His own soldiers—whom he led to a stunning victory against the British in New Orleans even though they were outnumbered 2-1—dubbed him “Old Hickory.” The Creek Indians—one of many tribes he subdued—called him Jacksa Chula Harjo or “Jackson, old and fierce.” Not only did he survive the first-ever presidential assassination attempt—he started beating his attacker with a cane until others restrained the shooter.
Jackson spent most of his adult life with two bullets lodged in his body, which frequently had him coughing up blood. On the last day of an eight-year presidency, he said his only two regrets were that he “had been unable to shoot Henry Clay or to hang John C. Calhoun.” (He also once called Clay as “reckless and as full of fury as a drunken man in a brothel.”)
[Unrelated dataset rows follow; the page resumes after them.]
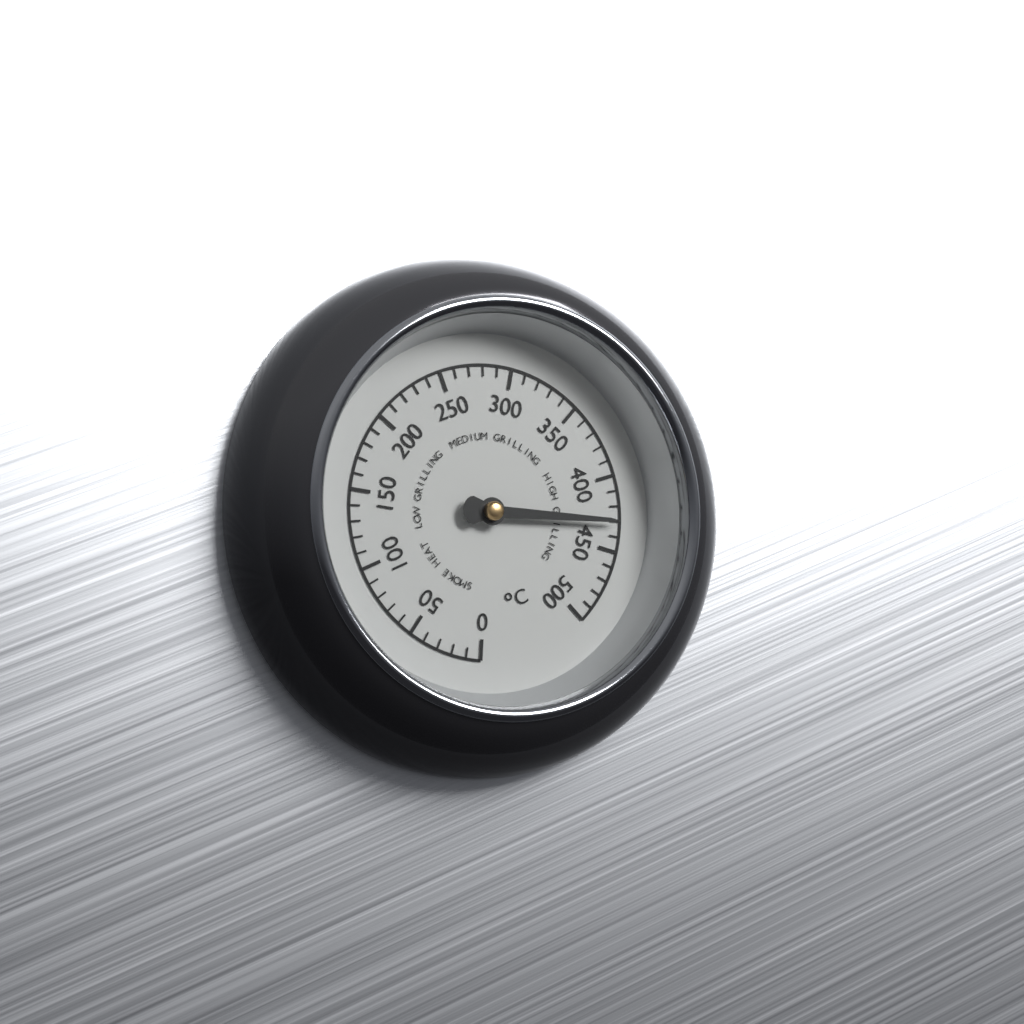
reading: 430 °C
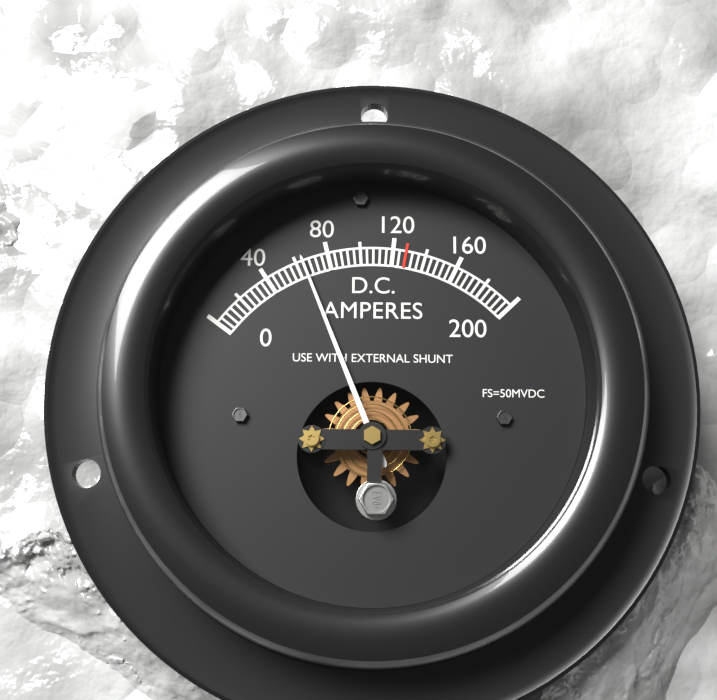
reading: 64 A
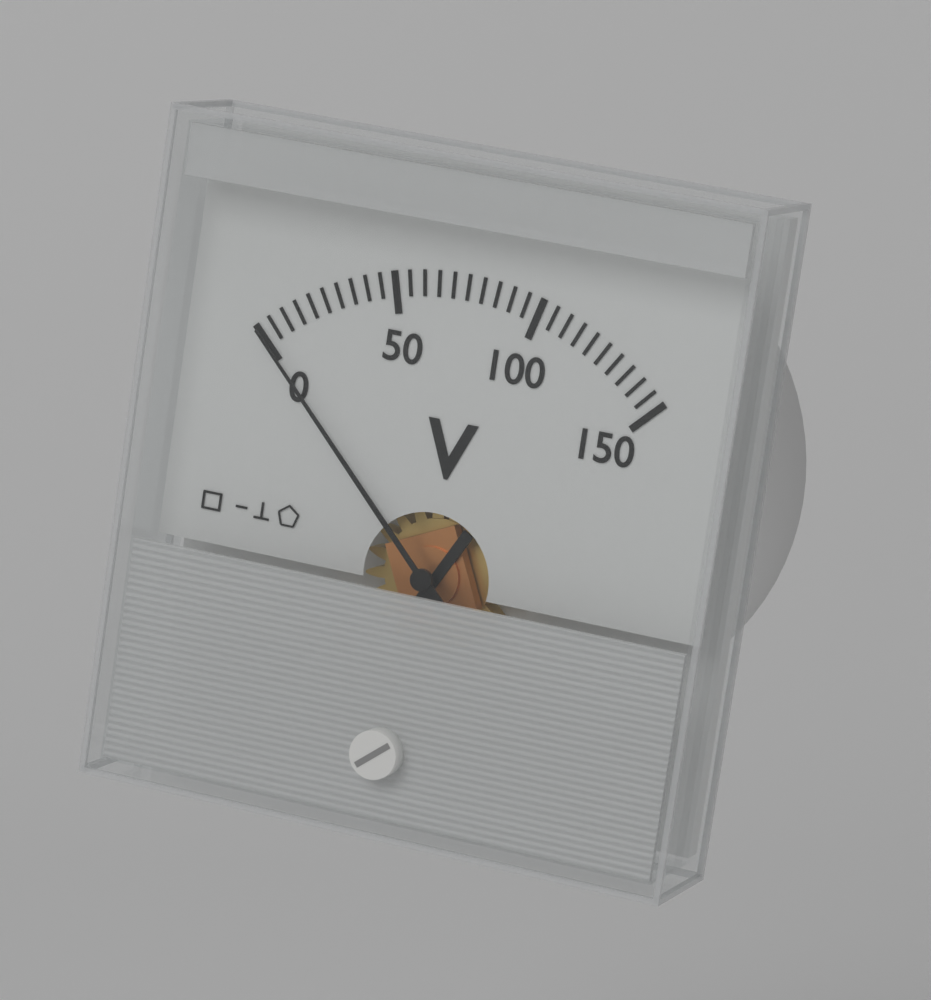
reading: 0 V
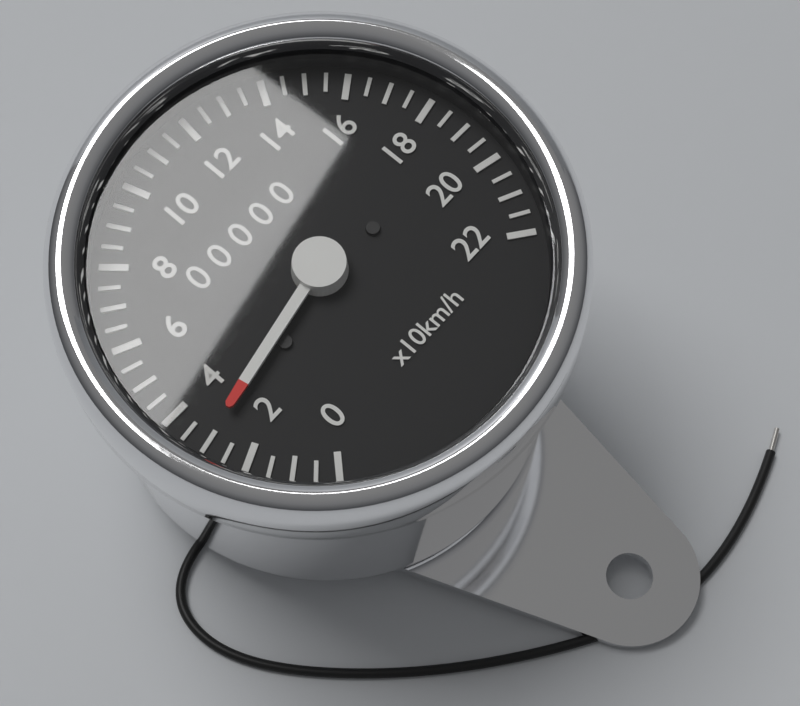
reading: 30 km/h
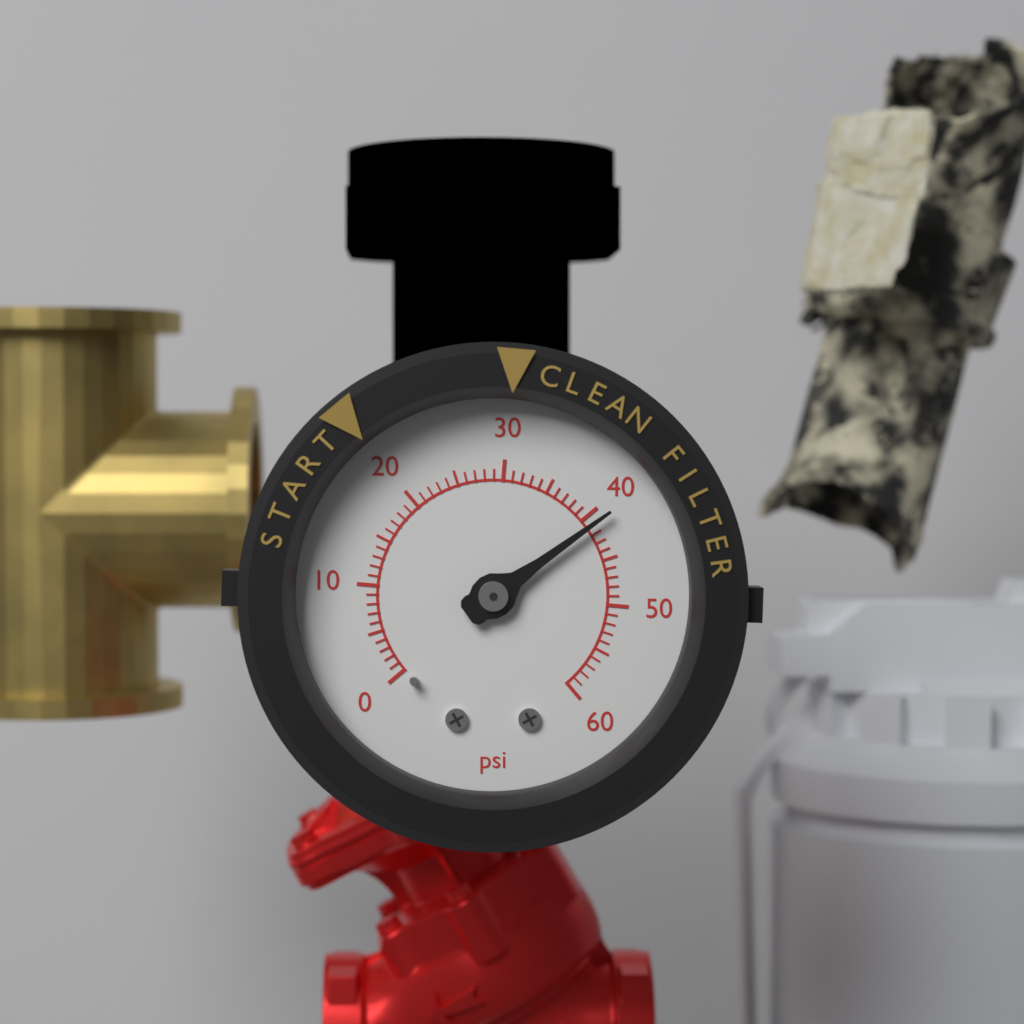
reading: 41 psi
He successfully battled Indian tribes—who, lest it be forgotten, routinely attacked and murdered white settlers with extreme prejudice—and in the process snatched up much of what is the land of the modern American South. And in the “Trail of Tears”—what Marianne Williamson calls one of “the great evils of history”—an estimated 4,000 Injuns died. Looking at it from another angle, that’s about how many modern Native Americans drink themselves to death every four years.
And the Indian Removal Act of 1830 that Jackson signed did not require any Indians to move—they could stay put and simply acknowledge they were living under a new legal system, or they could relocate to new land west of the Mississippi. According to several analysts, relocation is what saved the so-called “Five Civilized Tribes” from being wiped out—unlike Southern tribes such as the Yamasee, Mahican, and Narragansett, who stayed put and went extinct as a result.
In short, Jackson was about expansion and strength, whereas Williamson is about submission and apology. He seems like he would have been fun (if ruthless), while she seems miserable (and ruthless anyway).
I’ll take Old Hickory over the new quackery, thanks.